Time Management When Working from Home
When starting up a home business, time management is an element of business management that can be frequently overlooked or left out of the equation.
Sure enough, everybody knows some person in small business who races at it like a chicken with its head cut off all day, rarely enough hours in every day, all they do is push and get worked up - is it that this person is you! To the end of the week, when the rush settles, what have you gotten out of it? Do you think about the day and realise “what happened to the day, I didn’t get as much finished as I intended. If this is familiar, then you may just have an organisational and time management problem.
Successful people don’t seem to rush, they always seem composed and unflustered. The difference between them and everybody else is they have accomplished time management.
What is time management? It is merely scheduling time in your day in an organised and efficient scheme. Before we can fully get how to time manage our day, we first must figure for ourselves what we are planning to complete today, this week, this year and possibly ten years from now. This is “Goal setting”.
The top process in my preference to take on goals is to write them down. You may think about these goals at times to know that they are meaningful and realisable but not so easy to do that you don’t need to work hard to complete them otherwise what is the reason of the goals in the first place?
At the beginning of each new working year you can take time and think about what you wish to get this year. It can be that you wish to gross up your profits by 20%, you can want to move into other premises, you perhaps want to take away from your debt significantly. From the beginning of every new working week you might write down on a note pad or in your diary the important projects that must to be finished this week, and check on them every day to know that you’re making progress and hopefully polish some of your jobs from your list.
You could keep this list on your desk or on a spot where you will be repeatedly reminded of what has to be undertaken each week. Your list should be in order of necessity so that the most important chores at the top of this list get completed earlier. Any of the chores not completed this week should be brought forward next week on a higher urgency, this will require it gets finished.
The next thing you will be doing is writing a daily list of projects to achieve. This may assist keep you focused on each day. Again, this list can be placed where you can persistently refer to it and mark off the projects finished. Writing off the items is a way to allow you a pride of a job well done and let you review how you are moving across the day. Always stay to this list unless not possible and keep working from high priority to less priority. I know difficulties will appear throughout the day that can throw the whole day topsyturvy, but you have to either deal with the crisis and then get back to your list or if the unplanned issue isn’t as time sensitive as some of the jobs on the list then list it at the bottom on your list and continue doing the chore you were doing.
Every piece of work you plan to achieve can be written down for a number of reasons. Firstly, so you don’t put off to do it and secondly, so you have the day organised and you get your daily goals. Be wary of beginning tasks and not completing them. This could become tomorrow in a mushroom cloud of half baked tasks and will cause “list blowout”.
You will end up with the list at a mile long and you will throw it out in despair and change back to bad habits of getting yourself in a fuss every day and completing nothing.
Remember for each day you write out your goals and polish off every job on your list, you will get a day closer to completing your weekly and eventually your yearly and long term goals.
A few essentials on Time Management:
- Do it once and do it well, it’s pointless coming back to the issue and needing to redo it.
- Learn to civilly communicate to people when you’re too busy and that you would get back to them later.
- Learn to give other people chores that actually don’t need your participation.
- Don’t embark on wild goose chases.
- Don’t spend time during phone calls that are not going to assist with something.
- Don’t procrastinate.
- Check back to your list of things to do repeatedly at points through your day.
- “Map out your day” in the morning and schedule out your daily list the minute you arrive at work. Don’t stop what you start.
- Prioritise everything, always begin tasks in their order of importance to you and your clients.
Stay away from time wasters, people who would merely go off to chat all day, and if they work for you, set them straight, or get rid of them.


What to do:
For the listing below, give the number of lines that hold the string "plane", without anything else.

● ● ● ● ● ● ●

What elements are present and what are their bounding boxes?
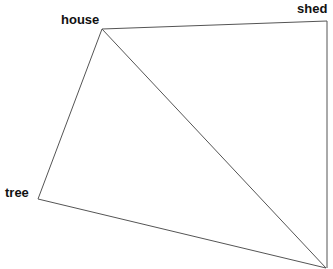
edge-house-corner [102,29,326,268]
edge-tree-corner [38,199,326,268]
label-shed: shed [297,1,327,16]
label-house: house [61,12,99,27]
labels: house shed tree [5,1,327,200]
label-tree: tree [5,185,29,200]
diagram-canvas: house shed tree [0,0,333,269]
edge-house-tree [38,29,102,199]
edge-house-shed [102,21,327,29]
edges [38,21,327,268]
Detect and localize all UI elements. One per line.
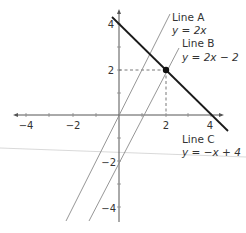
coordinate-plane: −4 −2 2 4 4 2 −2 −4 Line A y = 2x Line B… — [0, 0, 246, 233]
line-c — [112, 17, 228, 131]
x-axis-left-arrow-icon — [13, 113, 18, 117]
line-c-equation: y = −x + 4 — [181, 146, 241, 158]
x-tick-label: 2 — [163, 120, 169, 131]
dashed-guides — [119, 70, 166, 113]
line-a-label: Line A y = 2x — [171, 11, 207, 36]
line-a — [66, 14, 170, 221]
line-b-name: Line B — [182, 37, 214, 49]
intersection-point — [163, 67, 169, 73]
line-b-label: Line B y = 2x − 2 — [181, 37, 239, 63]
y-tick-labels: 4 2 −2 −4 — [101, 19, 116, 214]
line-b — [89, 48, 179, 221]
y-tick-label: 4 — [108, 19, 114, 30]
line-a-name: Line A — [172, 11, 205, 23]
x-tick-label: 4 — [207, 120, 213, 131]
y-axis-up-arrow-icon — [117, 9, 121, 14]
x-tick-label: −4 — [19, 120, 34, 131]
line-c-label: Line C y = −x + 4 — [181, 133, 241, 158]
y-tick-label: −4 — [101, 203, 116, 214]
x-axis-right-arrow-icon — [219, 113, 224, 117]
y-tick-label: −2 — [101, 157, 116, 168]
line-c-name: Line C — [182, 133, 215, 145]
line-a-equation: y = 2x — [171, 24, 207, 36]
line-b-equation: y = 2x − 2 — [181, 51, 239, 63]
y-tick-label: 2 — [108, 65, 114, 76]
x-tick-label: −2 — [66, 120, 81, 131]
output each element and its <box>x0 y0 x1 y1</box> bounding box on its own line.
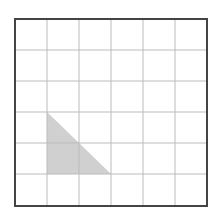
grid-diagram <box>0 0 215 220</box>
grid-lines <box>15 19 207 206</box>
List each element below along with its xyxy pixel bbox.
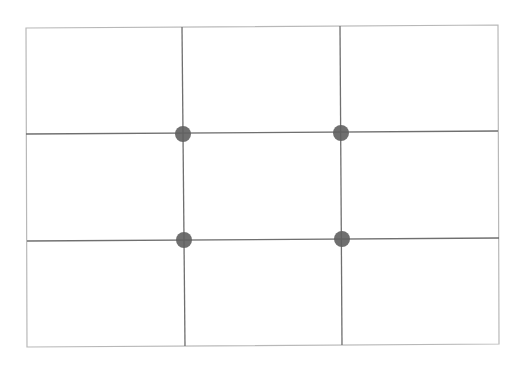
rule-of-thirds-diagram: [0, 0, 528, 370]
power-point-3: [176, 232, 192, 248]
background: [0, 0, 528, 370]
power-point-4: [334, 231, 350, 247]
power-point-2: [333, 125, 349, 141]
power-point-1: [175, 126, 191, 142]
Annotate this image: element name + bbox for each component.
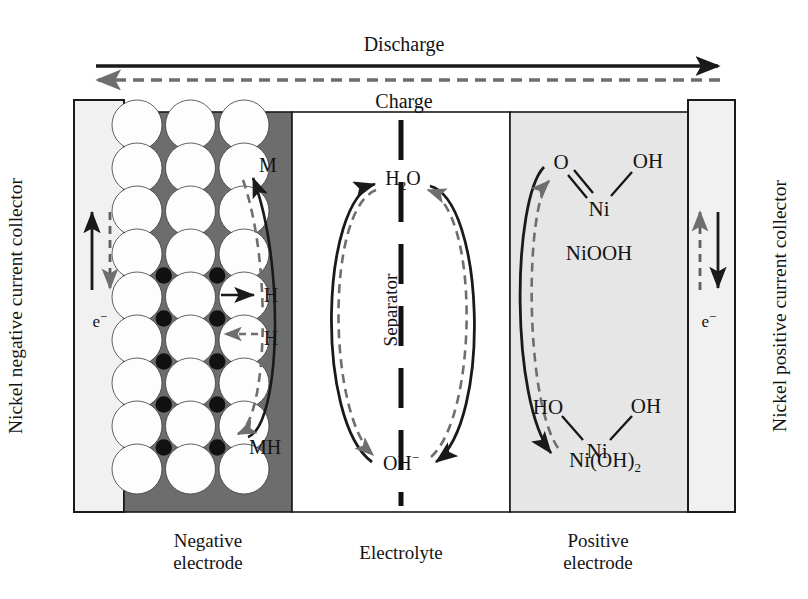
hydrogen-atom-dot (209, 396, 225, 412)
nioh2-atom-oh: OH (631, 396, 661, 417)
metal-hydride-label: MH (249, 437, 281, 457)
discharge-label: Discharge (364, 34, 445, 54)
negative-electrode-caption-line1: Negative (173, 530, 243, 552)
hydrogen-atom-dot (156, 353, 172, 369)
hydroxide-species-label: OH− (383, 451, 419, 473)
electrolyte-caption: Electrolyte (359, 542, 442, 564)
left-current-collector-label: Nickel negative current collector (5, 178, 27, 434)
metal-particle (166, 444, 216, 494)
left-electron-charge: − (100, 309, 107, 324)
metal-label: M (259, 155, 277, 175)
negative-electrode-particles (112, 100, 269, 494)
metal-particle (166, 186, 216, 236)
water-h: H (385, 167, 399, 189)
hydrogen-atom-dot (209, 310, 225, 326)
metal-particle (219, 100, 269, 150)
positive-electrode-caption-line1: Positive (563, 530, 633, 552)
metal-particle (112, 315, 162, 365)
nioh2-atom-ho: HO (533, 397, 563, 418)
metal-particle (112, 186, 162, 236)
hydrogen-atom-dot (209, 267, 225, 283)
metal-particle (112, 272, 162, 322)
hydrogen-atom-dot (156, 396, 172, 412)
water-o: O (406, 167, 420, 189)
positive-electrode-caption-line2: electrode (563, 552, 633, 574)
right-current-collector-label: Nickel positive current collector (769, 180, 791, 432)
metal-particle (166, 358, 216, 408)
negative-electrode-caption: Negative electrode (173, 530, 243, 574)
niooh-atom-ni: Ni (589, 199, 610, 220)
nioh2-base: Ni(OH) (569, 448, 634, 472)
metal-particle (166, 143, 216, 193)
hydroxide-oh: OH (383, 452, 412, 474)
metal-particle (219, 315, 269, 365)
right-current-collector-body (688, 100, 735, 512)
niooh-atom-oh: OH (633, 151, 663, 172)
right-electron-charge: − (709, 309, 716, 324)
charge-label: Charge (375, 91, 432, 111)
niooh-name-label: NiOOH (566, 243, 633, 264)
right-electron-label: e− (702, 310, 717, 331)
metal-particle (166, 100, 216, 150)
diagram-canvas: Discharge Charge Nickel negative current… (0, 0, 808, 599)
nioh2-sub: 2 (634, 460, 641, 475)
metal-particle (112, 229, 162, 279)
hydrogen-out-label: H (264, 285, 278, 305)
metal-particle (219, 186, 269, 236)
water-species-label: H2O (385, 168, 420, 192)
metal-particle (112, 100, 162, 150)
niooh-atom-o: O (553, 152, 568, 173)
hydrogen-in-label: H (264, 328, 278, 348)
hydrogen-atom-dot (156, 310, 172, 326)
positive-electrode-caption: Positive electrode (563, 530, 633, 574)
metal-particle (112, 143, 162, 193)
hydrogen-atom-dot (156, 439, 172, 455)
hydroxide-charge: − (412, 450, 419, 465)
metal-particle (112, 358, 162, 408)
separator-label: Separator (380, 274, 402, 347)
metal-particle (112, 444, 162, 494)
metal-particle (166, 315, 216, 365)
negative-electrode-caption-line2: electrode (173, 552, 243, 574)
left-electron-label: e− (93, 310, 108, 331)
nioh2-name-label: Ni(OH)2 (569, 450, 641, 474)
hydrogen-atom-dot (209, 353, 225, 369)
hydrogen-atom-dot (209, 439, 225, 455)
hydrogen-atom-dot (156, 267, 172, 283)
metal-particle (166, 401, 216, 451)
metal-particle (166, 272, 216, 322)
metal-particle (166, 229, 216, 279)
left-electron-symbol: e (93, 312, 101, 331)
metal-particle (112, 401, 162, 451)
right-electron-symbol: e (702, 312, 710, 331)
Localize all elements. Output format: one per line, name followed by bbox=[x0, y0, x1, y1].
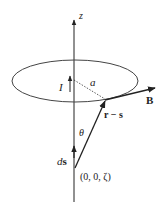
point-label: (0, 0, ζ) bbox=[80, 171, 111, 183]
element-label: ds bbox=[57, 155, 68, 167]
displacement-label: r − s bbox=[104, 109, 123, 120]
radius-label: a bbox=[90, 76, 96, 88]
field-vector-label: B bbox=[146, 94, 154, 106]
current-loop-diagram: z I a B r − s θ ds (0, 0, ζ) bbox=[0, 0, 165, 212]
angle-label: θ bbox=[79, 127, 84, 138]
current-label: I bbox=[58, 81, 64, 93]
z-axis-label: z bbox=[78, 10, 83, 21]
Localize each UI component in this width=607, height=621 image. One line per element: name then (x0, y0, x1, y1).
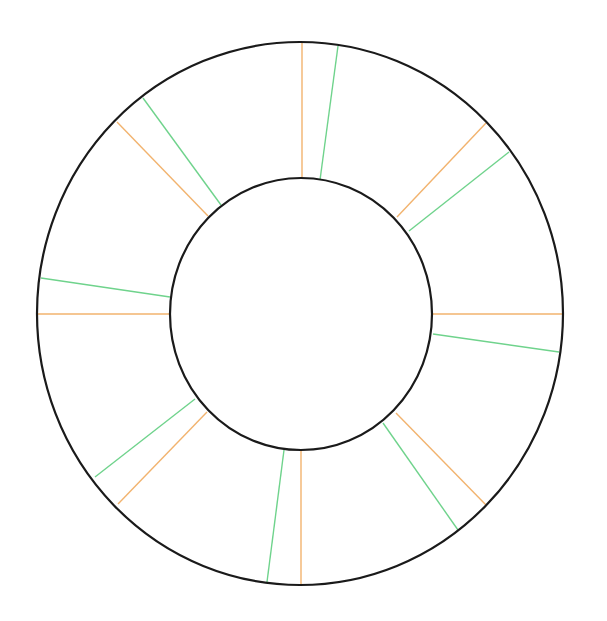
ring-diagram (0, 0, 607, 621)
inner-ring (170, 178, 432, 450)
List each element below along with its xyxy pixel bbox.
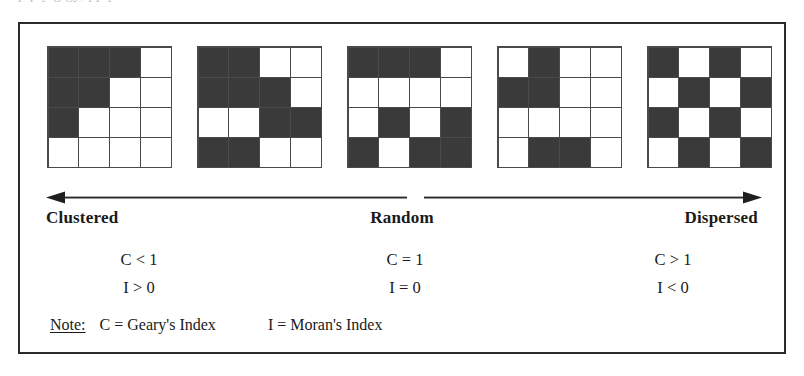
grid-cell: [228, 47, 260, 78]
grid-cell: [409, 47, 441, 78]
grid-cell: [198, 47, 230, 78]
arrow-shaft-right: [424, 197, 743, 199]
grid-cell: [198, 137, 230, 168]
grid-cell: [648, 47, 680, 78]
grid-cell: [109, 107, 141, 138]
grid-cell: [78, 47, 110, 78]
grid-cell: [678, 107, 710, 138]
grid-cell: [559, 77, 591, 108]
grid-cell: [378, 47, 410, 78]
grid-cell: [740, 107, 772, 138]
grid-cell: [348, 137, 380, 168]
grid-cell: [648, 137, 680, 168]
grid-cell: [140, 77, 172, 108]
grid-cell: [648, 77, 680, 108]
grid-cell: [498, 137, 530, 168]
grid-cell: [498, 107, 530, 138]
grid-cell: [709, 47, 741, 78]
arrow-head-left: [46, 192, 65, 204]
grid-cell: [678, 77, 710, 108]
grid-cell: [140, 107, 172, 138]
arrow-shaft-left: [64, 197, 407, 199]
grid-cell: [140, 137, 172, 168]
bleed-text: p p y g gy, pp p: [18, 0, 788, 3]
grid-cell: [440, 77, 472, 108]
grid-cell: [109, 47, 141, 78]
grid-cell: [409, 77, 441, 108]
grid-cell: [259, 137, 291, 168]
grid-cell: [228, 137, 260, 168]
dispersed-grid: [647, 46, 772, 168]
grid-cell: [259, 77, 291, 108]
grid-cell: [559, 107, 591, 138]
grid-cell: [498, 47, 530, 78]
grid-cell: [290, 107, 322, 138]
stats-clustered: C < 1 I > 0: [64, 246, 214, 302]
label-dispersed: Dispersed: [684, 208, 758, 228]
grid-cell: [78, 107, 110, 138]
grid-cell: [140, 47, 172, 78]
note-geary-legend: C = Geary's Index: [100, 316, 216, 333]
page-bleed-strip: p p y g gy, pp p: [0, 0, 804, 12]
grid-cell: [109, 137, 141, 168]
grid-cell: [709, 107, 741, 138]
grid-cell: [290, 77, 322, 108]
grid-cell: [348, 47, 380, 78]
random-grid: [347, 46, 472, 168]
grid-cell: [378, 77, 410, 108]
stat-geary-dispersed: C > 1: [598, 246, 748, 274]
grid-cell: [78, 77, 110, 108]
stat-geary-clustered: C < 1: [64, 246, 214, 274]
grid-cell: [740, 77, 772, 108]
figure-frame: Clustered Random Dispersed C < 1 I > 0 C…: [18, 22, 786, 354]
grid-cell: [590, 47, 622, 78]
clustered-mid-grid: [197, 46, 322, 168]
note-moran-legend: I = Moran's Index: [268, 316, 383, 333]
grid-cell: [740, 137, 772, 168]
grid-cell: [648, 107, 680, 138]
stats-random: C = 1 I = 0: [330, 246, 480, 302]
stat-moran-random: I = 0: [330, 274, 480, 302]
continuum-arrow: [20, 188, 784, 210]
grid-cell: [678, 137, 710, 168]
grid-cell: [440, 107, 472, 138]
grid-cell: [348, 77, 380, 108]
grid-cell: [48, 107, 80, 138]
grid-cell: [378, 107, 410, 138]
grid-cell: [559, 137, 591, 168]
grid-cell: [378, 137, 410, 168]
grid-cell: [678, 47, 710, 78]
grid-cell: [409, 137, 441, 168]
grid-cell: [440, 137, 472, 168]
grid-cell: [290, 47, 322, 78]
grid-cell: [409, 107, 441, 138]
grid-cell: [528, 107, 560, 138]
grid-cell: [590, 77, 622, 108]
label-random: Random: [20, 208, 784, 228]
stat-moran-clustered: I > 0: [64, 274, 214, 302]
note-label: Note:: [50, 316, 86, 333]
axis-labels: Clustered Random Dispersed: [20, 208, 784, 234]
grid-row: [20, 24, 784, 174]
grid-cell: [198, 107, 230, 138]
note-row: Note:C = Geary's IndexI = Moran's Index: [50, 316, 382, 334]
grid-cell: [48, 77, 80, 108]
grid-cell: [109, 77, 141, 108]
grid-cell: [709, 137, 741, 168]
grid-cell: [259, 107, 291, 138]
grid-cell: [528, 137, 560, 168]
clustered-grid: [47, 46, 172, 168]
grid-cell: [528, 47, 560, 78]
grid-cell: [498, 77, 530, 108]
grid-cell: [740, 47, 772, 78]
grid-cell: [528, 77, 560, 108]
grid-cell: [709, 77, 741, 108]
grid-cell: [228, 77, 260, 108]
grid-cell: [78, 137, 110, 168]
grid-cell: [290, 137, 322, 168]
grid-cell: [559, 47, 591, 78]
grid-cell: [348, 107, 380, 138]
grid-cell: [440, 47, 472, 78]
grid-cell: [48, 47, 80, 78]
grid-cell: [590, 107, 622, 138]
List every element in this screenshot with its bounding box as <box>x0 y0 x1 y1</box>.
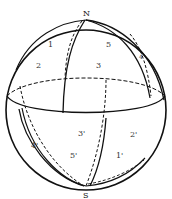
region-1p-label: 1' <box>116 151 123 160</box>
region-3p-label: 3' <box>78 129 85 138</box>
sphere-diagram: N S 1 5 2 3 4 3' 2' 4' 5' 1' <box>0 0 172 199</box>
south-pole-label: S <box>83 191 88 199</box>
region-4p-label: 4' <box>31 141 38 150</box>
region-5-label: 5 <box>106 40 111 49</box>
meridian-right-outer <box>86 20 164 100</box>
equator-front <box>7 96 165 113</box>
region-4-label: 4 <box>139 53 143 60</box>
region-3-label: 3 <box>96 61 101 70</box>
meridian-lower-left-dashed <box>20 86 84 186</box>
region-2p-label: 2' <box>130 130 137 139</box>
region-1-label: 1 <box>48 40 53 49</box>
meridian-lower-left-outer <box>19 109 84 186</box>
meridian-lower-center <box>90 118 106 186</box>
region-5p-label: 5' <box>70 151 77 160</box>
north-pole-label: N <box>83 9 90 18</box>
equator-back <box>7 78 165 96</box>
region-2-label: 2 <box>36 61 41 70</box>
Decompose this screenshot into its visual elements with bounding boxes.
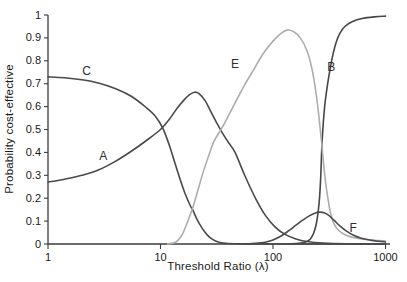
x-axis-title: Threshold Ratio (λ)	[48, 260, 388, 272]
curve-label-B: B	[327, 60, 335, 74]
y-tick-label: 0.7	[26, 77, 41, 89]
chart: 00.10.20.30.40.50.60.70.80.911101001000A…	[0, 0, 407, 282]
y-tick-label: 0.1	[26, 215, 41, 227]
y-tick-label: 0.5	[26, 123, 41, 135]
y-tick-label: 0.2	[26, 192, 41, 204]
y-tick-label: 0.3	[26, 169, 41, 181]
y-tick-label: 0	[35, 238, 41, 250]
y-tick-label: 1	[35, 9, 41, 21]
y-tick-label: 0.8	[26, 54, 41, 66]
y-tick-label: 0.6	[26, 100, 41, 112]
chart-canvas: 00.10.20.30.40.50.60.70.80.911101001000A…	[0, 0, 407, 282]
curve-E	[167, 30, 385, 244]
curve-label-F: F	[349, 221, 356, 235]
curve-label-C: C	[82, 64, 91, 78]
y-tick-label: 0.4	[26, 146, 41, 158]
axis-spine	[48, 15, 390, 244]
y-axis-title: Probability cost-effective	[3, 59, 15, 199]
curve-B	[289, 16, 385, 244]
y-tick-label: 0.9	[26, 31, 41, 43]
curve-label-E: E	[231, 57, 239, 71]
curve-label-A: A	[99, 149, 107, 163]
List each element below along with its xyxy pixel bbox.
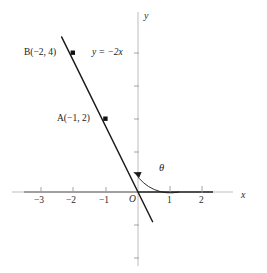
line-y-equals-minus-2x <box>62 37 153 222</box>
y-axis-label: y <box>144 11 148 21</box>
figure-canvas <box>0 0 267 273</box>
angle-arc <box>136 173 180 193</box>
x-tick-label-neg1: −1 <box>99 196 109 206</box>
point-marker-b <box>71 51 75 55</box>
point-a-label: A(−1, 2) <box>57 114 90 124</box>
x-tick-label-2: 2 <box>199 196 204 206</box>
x-tick-label-neg3: −3 <box>34 196 44 206</box>
theta-label: θ <box>159 163 164 174</box>
equation-label: y = −2x <box>92 48 123 58</box>
point-marker-a <box>103 117 107 121</box>
coordinate-plane-figure: B(−2, 4) A(−1, 2) y = −2x θ O x y −3 −2 … <box>0 0 267 273</box>
origin-label: O <box>129 195 136 205</box>
x-axis-label: x <box>241 190 245 200</box>
x-tick-label-neg2: −2 <box>66 196 76 206</box>
x-tick-label-1: 1 <box>167 196 172 206</box>
point-b-label: B(−2, 4) <box>24 48 56 58</box>
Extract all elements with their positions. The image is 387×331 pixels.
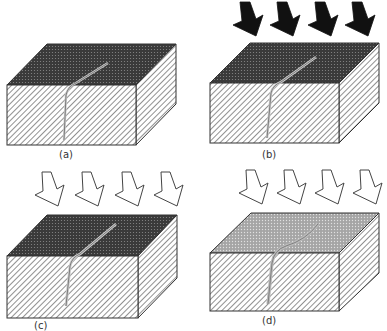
- hollow-arrows: [239, 170, 382, 204]
- panel-label: (b): [262, 149, 276, 160]
- solid-arrow-icon: [345, 2, 375, 36]
- solid-arrows: [233, 2, 375, 36]
- front-face: [7, 256, 138, 318]
- hollow-arrow-icon: [353, 170, 382, 204]
- crack-block-diagram: (a) (b) (c): [0, 0, 387, 331]
- panel-label: (a): [59, 149, 73, 160]
- hollow-arrow-icon: [75, 172, 104, 206]
- hollow-arrow-icon: [315, 170, 344, 204]
- hollow-arrow-icon: [239, 170, 268, 204]
- hollow-arrow-icon: [154, 172, 183, 206]
- hollow-arrows: [35, 172, 183, 206]
- solid-arrow-icon: [308, 2, 338, 36]
- hollow-arrow-icon: [115, 172, 144, 206]
- panel-d: (d): [210, 170, 382, 326]
- solid-arrow-icon: [270, 2, 300, 36]
- hollow-arrow-icon: [35, 172, 64, 206]
- solid-arrow-icon: [233, 2, 263, 36]
- panel-label: (d): [262, 315, 276, 326]
- panel-label: (c): [34, 320, 47, 331]
- front-face: [7, 85, 136, 145]
- front-face: [210, 253, 339, 311]
- panel-a: (a): [7, 44, 176, 160]
- front-face: [210, 83, 339, 143]
- panel-c: (c): [7, 172, 183, 331]
- hollow-arrow-icon: [277, 170, 306, 204]
- panel-b: (b): [210, 2, 379, 160]
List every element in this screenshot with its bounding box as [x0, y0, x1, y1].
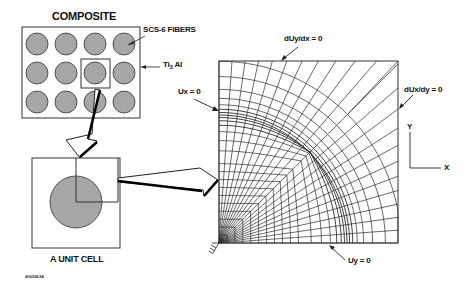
fiber	[84, 62, 106, 84]
fiber	[113, 91, 135, 113]
unit-cell-panel	[32, 158, 120, 248]
matrix-label-main: Ti	[163, 60, 170, 69]
fiber-label: SCS-6 FIBERS	[143, 25, 196, 34]
fiber	[55, 62, 77, 84]
fixed-support-icon	[209, 243, 219, 254]
fiber	[113, 62, 135, 84]
unit-cell-label: A UNIT CELL	[50, 254, 103, 264]
fiber	[55, 33, 77, 55]
fiber	[26, 62, 48, 84]
composite-panel	[22, 27, 160, 118]
figure-id: 4G0294-8A	[25, 274, 44, 279]
matrix-label-tail: Al	[173, 60, 182, 69]
left-boundary-condition: Ux = 0	[178, 87, 201, 96]
right-boundary-condition: dUx/dy = 0	[404, 85, 442, 94]
xy-axes-icon	[410, 132, 441, 168]
matrix-label: Ti3 Al	[163, 60, 182, 70]
composite-title: COMPOSITE	[52, 10, 116, 22]
bottom-boundary-condition: Uy = 0	[348, 256, 371, 265]
fiber	[26, 33, 48, 55]
finite-element-mesh	[219, 61, 398, 243]
fiber	[26, 91, 48, 113]
bottom-bc-arrow	[331, 247, 345, 260]
fiber	[55, 91, 77, 113]
y-axis-label: Y	[407, 122, 412, 131]
figure: COMPOSITE SCS-6 FIBERS Ti3 Al A UNIT CEL…	[0, 0, 467, 285]
x-axis-label: X	[444, 163, 449, 172]
zoom-arrow-right	[118, 168, 218, 196]
top-boundary-condition: dUy/dx = 0	[284, 34, 322, 43]
diagram-graphics	[0, 0, 467, 285]
fiber	[84, 33, 106, 55]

● ● ● ● ● ● ●

Answer space:
2